BEGIN

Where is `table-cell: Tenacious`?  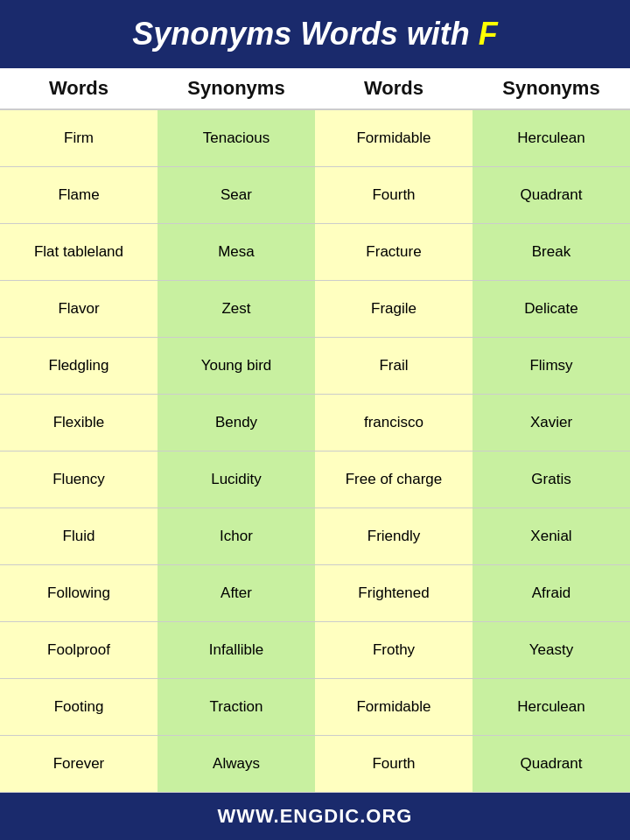 table-cell: Tenacious is located at coordinates (236, 138).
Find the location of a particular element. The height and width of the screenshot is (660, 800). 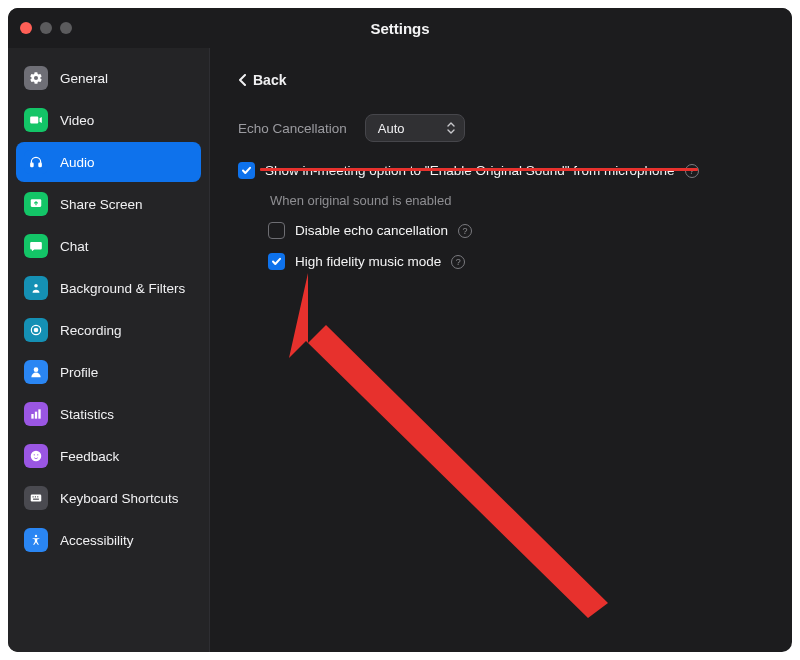

echo-cancellation-select: Auto is located at coordinates (415, 128).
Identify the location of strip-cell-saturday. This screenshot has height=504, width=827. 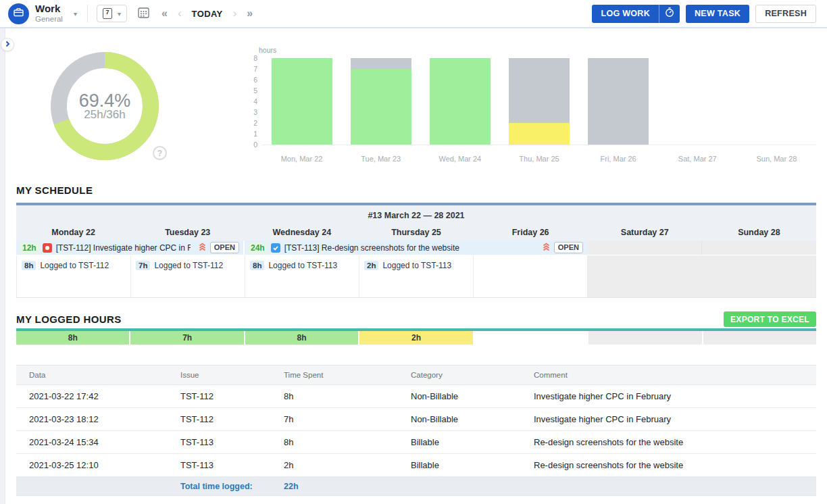
(645, 338).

END

• **ASSIGNMENT**
The lines to repeat run from the line containing "Find the location" through the last line of the material above; give them exactly, without the pictures.

• **THE ANSWER**
Find the location of a particular element. The height and width of the screenshot is (660, 800). 

echo-cancellation-select: Auto is located at coordinates (415, 128).
Identify the location of strip-cell-saturday. This screenshot has height=504, width=827. 
(645, 338).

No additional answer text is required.